Interpretive Summary: Bacteria communicate through a chemical process known as quorum sensing to stimulate production of many volatile organic compounds. These chemical discussions occur between bacteria and insects and affect insect behavior. This study is a model interdisciplinary study and the first example providing concrete evidence that crosstalk between bacteria and insects occurs through bacterial quorum sensing pathways and that this crosstalk relies on volatile organic compound production that can be controlled by manipulating the molecules within the pathway. We demonstrate the shifts in insect behavior as a result of bacterial quorum sensing mechanisms. The implications of such a discovery are far reaching and multidisciplinary. Imagine disrupting veterinary or agricultural disease spread, not by the attempted eradication of the insect vector nor by the elimination of pathogenic microorganisms (i.e. Salmonella or E. Coli) or by resistance prone methods (e.g. antimicrobial resistance), but by interrupting the attraction of insect vectors to their host, thereby inhibiting their interaction and possible spread of the disease-causing microbe. This is just one example of its implications. It contributes data of significant research, important to many fields including microbiology, entomology, and vector ecology and provides a framework for future studies to understand the interdependence of microbes, genes, and volatile organic compounds with respect to insect behavior in agricultural issues, such as at livestock and poultry production facilities.

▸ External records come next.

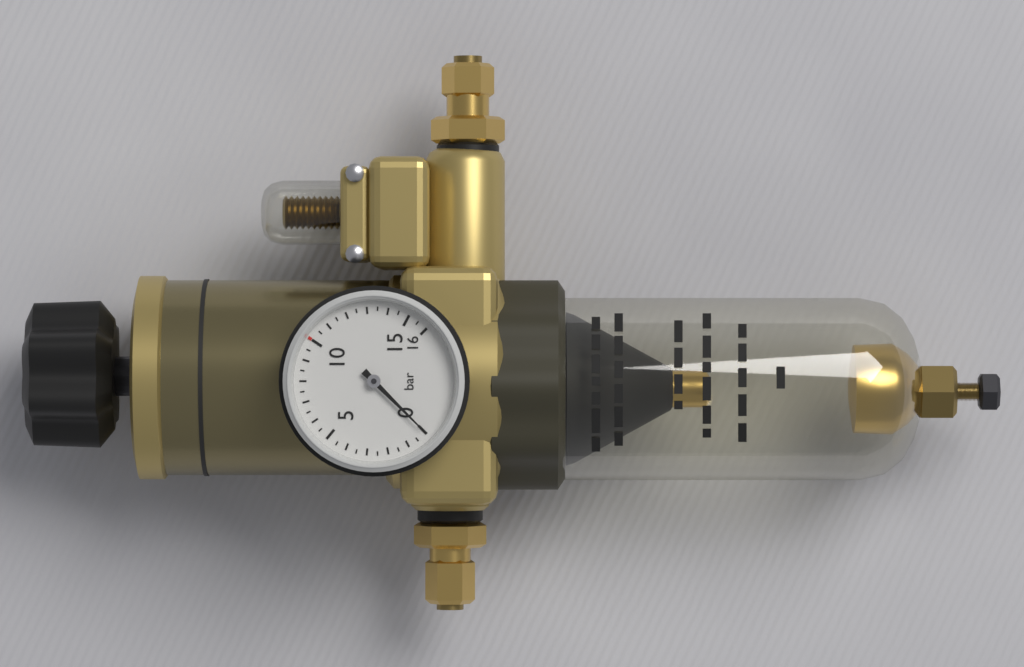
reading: 0.0 bar
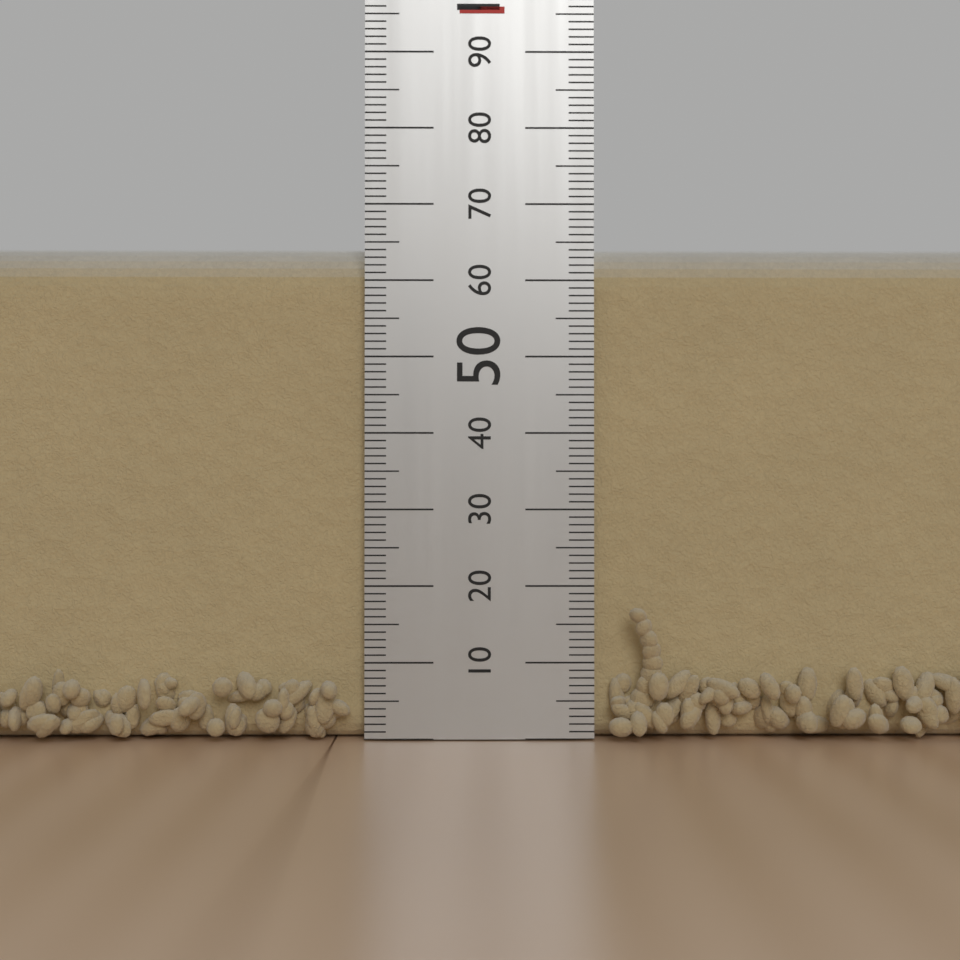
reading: 65 mm
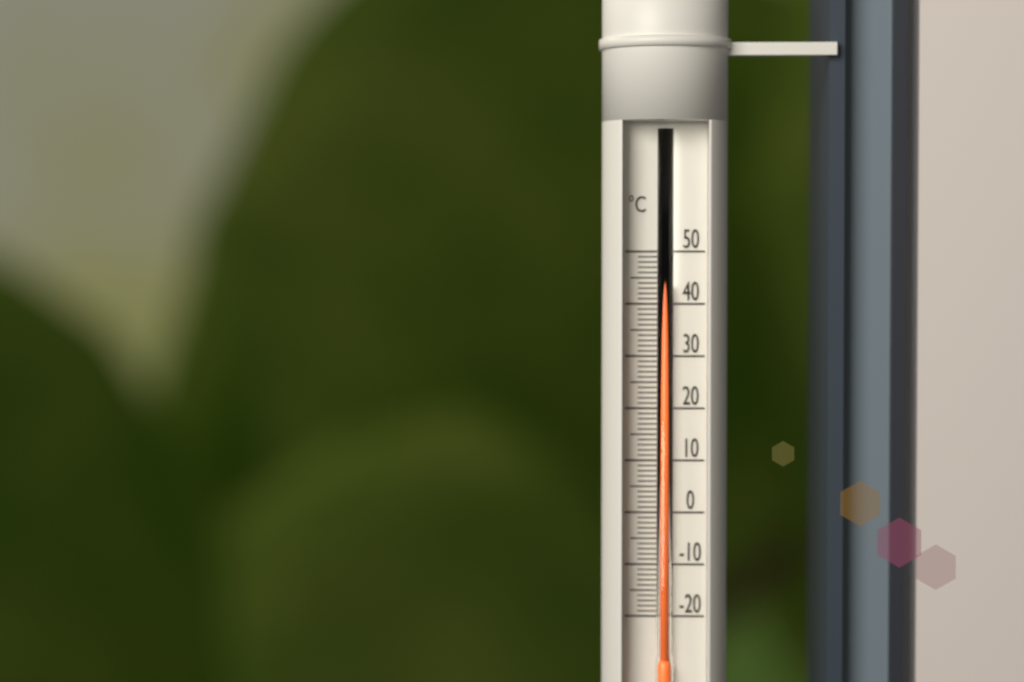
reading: 44 °C
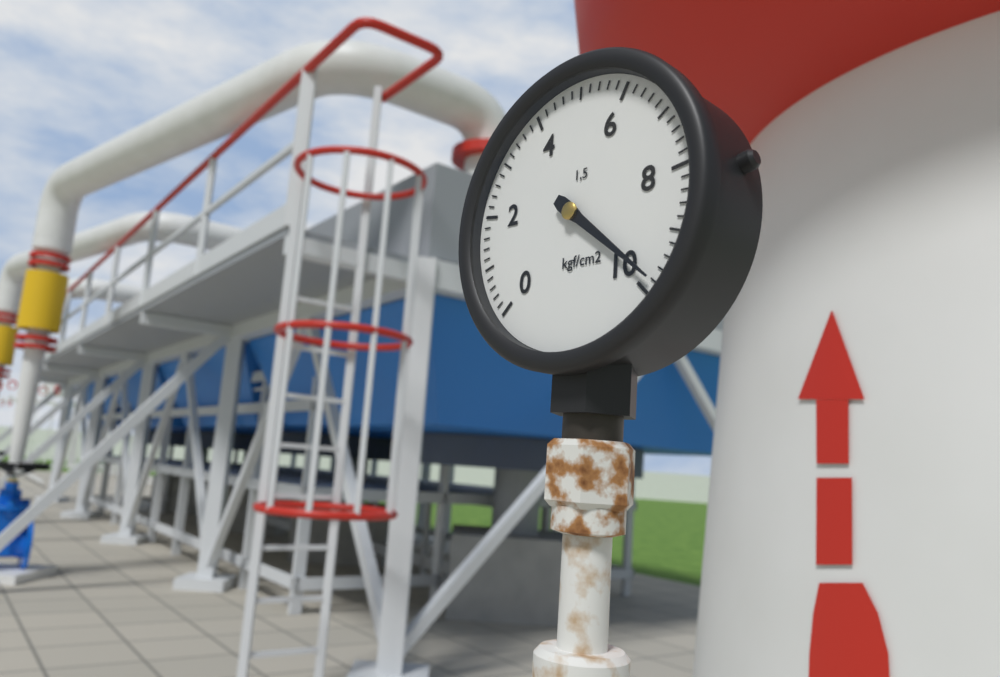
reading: 9.8 kgf/cm²
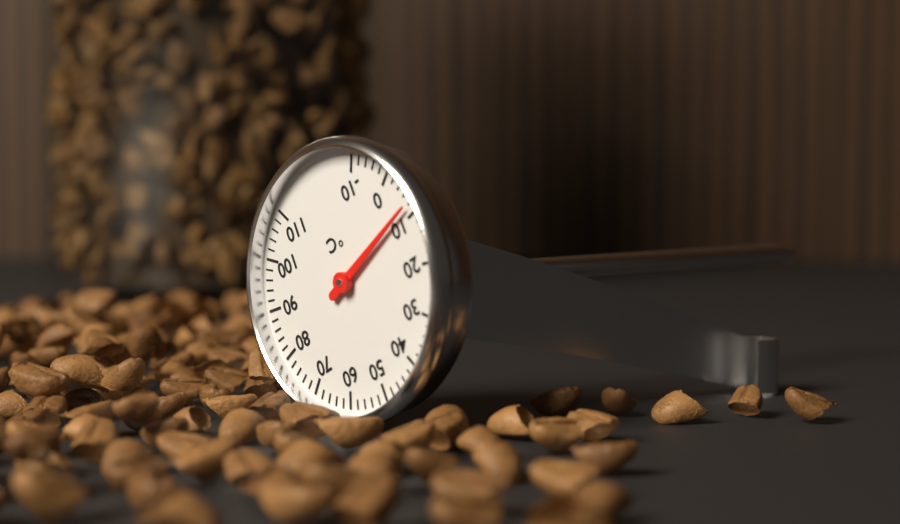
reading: 8 °C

Technical Abstract: Aedes aegypti is a vector of pathogens where transmission leads to many infectious diseases, such as Zika, Dengue, and Yellow Fever. Skin-inhabiting bacteria, such as Staphylococcus epidermidis, produce specific volatile organic compounds (VOCs) which participate in attracting mosquitoes to human hosts. Several studies have investigated microbial VOCs enroute to developing mosquito control methods; however, information about bacterial ecology and its role in mosquito behavior is lacking, specifically, whether bacterial communication through quorum sensing (QS) modulates VOCs production that affects mosquito behavior. This study demonstrated disrupting QS by S. epidermidis with an inhibitor (QSI) reduced the VOCs composition by 35.0% and suppressed mosquito attraction by 55.1%. RNASeq data underscored the regulation of metabolism and stress response of S. epidermidis and resulting protein transport of secondary metabolites potentially leading to altered VOCs production. This interdisciplinary study provides the first evidence of interkingdom crosstalk between bacteria and eukaryotic organisms that can be altered by QS manipulation.